A background note can be accessed here: OECD on the economic impact of NCDs
The OECD estimates that non-communicable diseases could reduce India’s GDP by nearly 4 percent annually by 2050, primarily through impacts on labour supply, productivity, and healthcare expenditure. How should policymakers prioritise among multiple risk factors to maximise economic returns from prevention strategies, rather than dispersing efforts across the entire NCD spectrum?
Policymakers should concentrate on “super-impact” drivers: risks that affect large populations, cut across multiple diseases, and deliver strong economic returns. Tobacco control remains central given its well-established links to several chronic conditions and the availability of proven policy tools. Recent moves such as generational restrictions on tobacco sales signal the kind of decisive action required. Air pollution deserves equal weight. As the second-largest NCD risk factor after smoking, it is nearly universal in exposure and closely associated with cardiovascular disease, stroke, and cancer. A World Bank estimate places its economic cost at about 1.36 percent of GDP in India.
A phased strategy can sequence interventions effectively. Fiscal and regulatory measures, such as higher tobacco taxes, restrictions on alcohol marketing, and front-of-pack food labelling, offer relatively quick gains at low cost. Structural shifts in diets and physical activity require longer time horizons, involving food systems, urban planning, and sustained behavioural change. Prioritisation, therefore, lies in combining immediate, scalable policies with longer-term investments that reshape underlying risk environments.
Many of these key drivers of India’s NCD burden, including air pollution, smoking, unhealthy diets, and low physical activity, lie outside the traditional health sector. How does this distribution of risk factors reshape the institutional design of public health policy from a health ministry-led approach to a whole-of-government framework?
The distribution of NCD risk factors requires a governance model that extends well beyond the health ministry. Public health policy must be anchored by health authorities but executed through coordinated action across sectors. The environment ministry plays a central role in aligning air quality programmes with NCD outcomes; the finance ministry shapes behaviour through taxation on tobacco, alcohol, and unhealthy foods; and education and information systems regulate marketing while promoting healthier lifestyles. Policy instruments such as a National Alcohol Control Policy or a Physical Activity Policy inherently depend on shared ownership across ministries.
Institutional design must also incorporate joint accountability. This includes linking pollution control targets with health indicators, setting state-level benchmarks, and strengthening enforcement of tobacco regulations. Mechanisms to limit industry interference and ensure compliance across jurisdictions are equally important. Aligning incentives is critical: fiscal tools, regulatory frameworks, and urban planning must consistently reinforce health objectives. International experience illustrates feasibility: coordinated air quality standards in Europe, China’s simultaneous growth and pollution reduction, and city-level transport interventions demonstrate that integrated governance can deliver measurable outcomes.
The OECD highlights that improved survival rates and ageing populations will increase the number of people living with NCDs, raising long-term healthcare demand and expenditure even as outcomes improve. How should policymakers assess the trade-off between extending life expectancy and managing the resulting fiscal and system-level pressures on healthcare infrastructure?
Rising longevity alongside increasing NCD prevalence reflects a structural transition rather than a simple trade-off. Policymakers need to evaluate outcomes through a “healthspan versus lifespan” lens. Longer lives accompanied by extended periods of illness increase fiscal pressure, whereas delaying morbidity improves system efficiency and productivity. This requires tracking indicators such as disability, multimorbidity, and labour participation, and not only mortality, to guide resource allocation.
Financing frameworks must adapt to sustained, long-term care needs. Models such as capitation, bundled payments for chronic conditions, and broader insurance pooling can stabilise expenditure while encouraging continuity of care and prevention. At the same time, health systems need to rebalance toward primary and community-based care. Ageing populations increase demand for ongoing management rather than episodic hospital treatment. Expanding the workforce with skills in geriatrics, chronic disease management, and digital health delivery becomes essential, alongside task-shifting to frontline workers such as ASHAs. This approach aligns improved survival with fiscal sustainability by embedding care continuity into system design.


- _Directions_
Take the line that contains "You are a GUI" and each one after it through the last line below, and retype them exactly. Leave out the pictures.

Saved data entries:
───

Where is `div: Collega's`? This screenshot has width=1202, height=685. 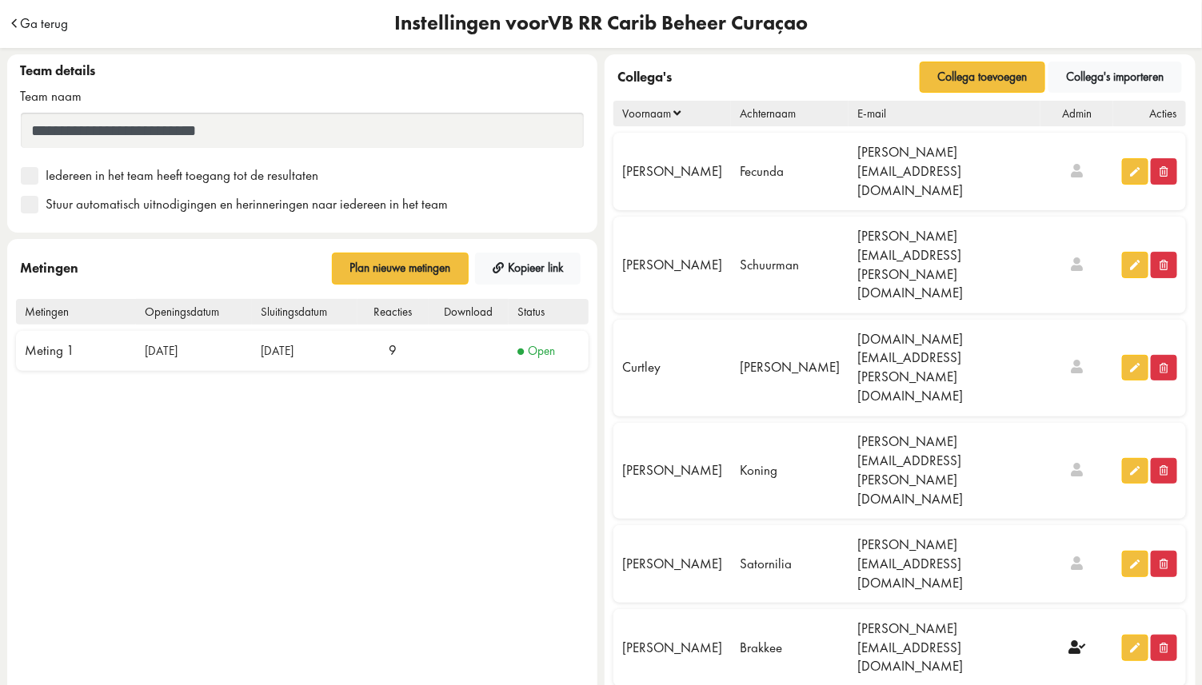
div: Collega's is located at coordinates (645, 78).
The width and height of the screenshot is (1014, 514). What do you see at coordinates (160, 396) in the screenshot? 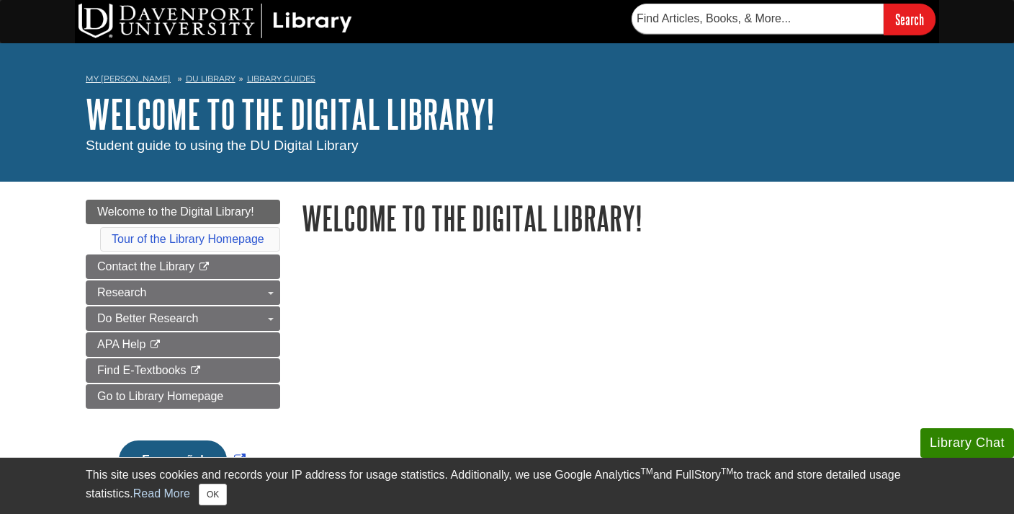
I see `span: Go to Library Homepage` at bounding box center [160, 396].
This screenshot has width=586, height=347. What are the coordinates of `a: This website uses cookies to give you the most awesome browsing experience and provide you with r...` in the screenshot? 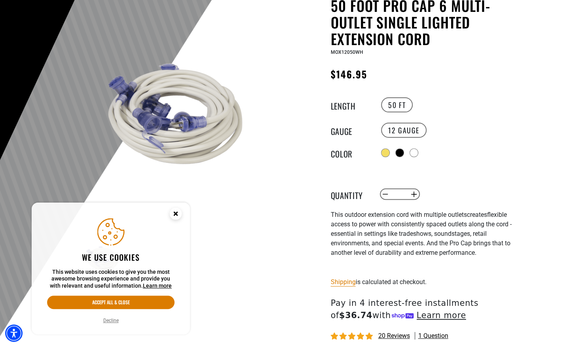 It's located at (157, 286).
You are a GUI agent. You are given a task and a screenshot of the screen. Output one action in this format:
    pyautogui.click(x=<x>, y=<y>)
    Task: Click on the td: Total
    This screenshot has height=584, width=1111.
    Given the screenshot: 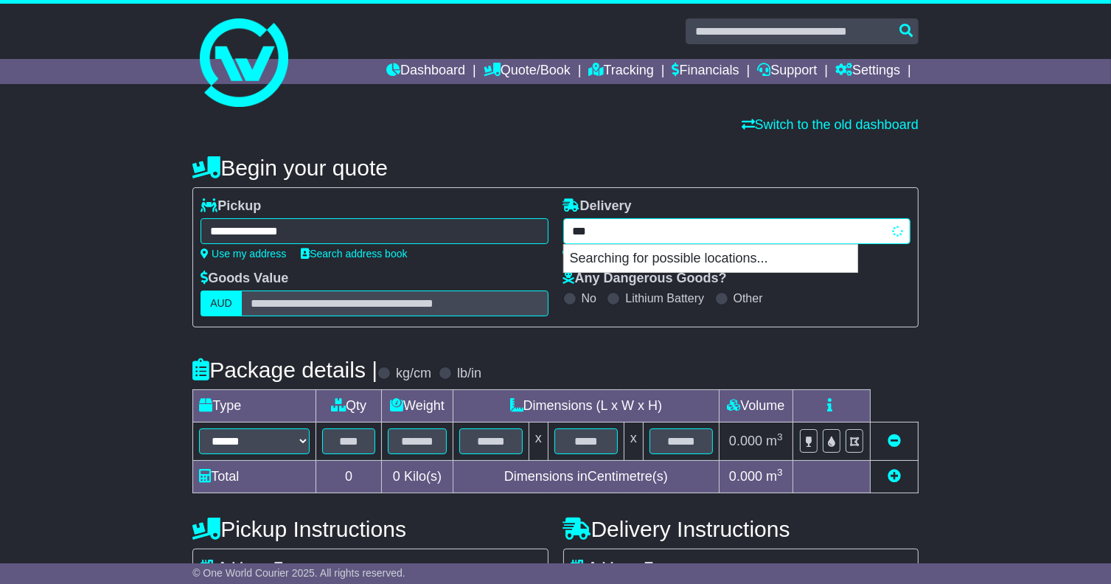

───

- _Finished task_
You are a GUI agent. You are given a task and a screenshot of the screen. Output one action in this format:
    pyautogui.click(x=<x>, y=<y>)
    Task: Click on the td: Total
    This screenshot has height=584, width=1111.
    Given the screenshot: 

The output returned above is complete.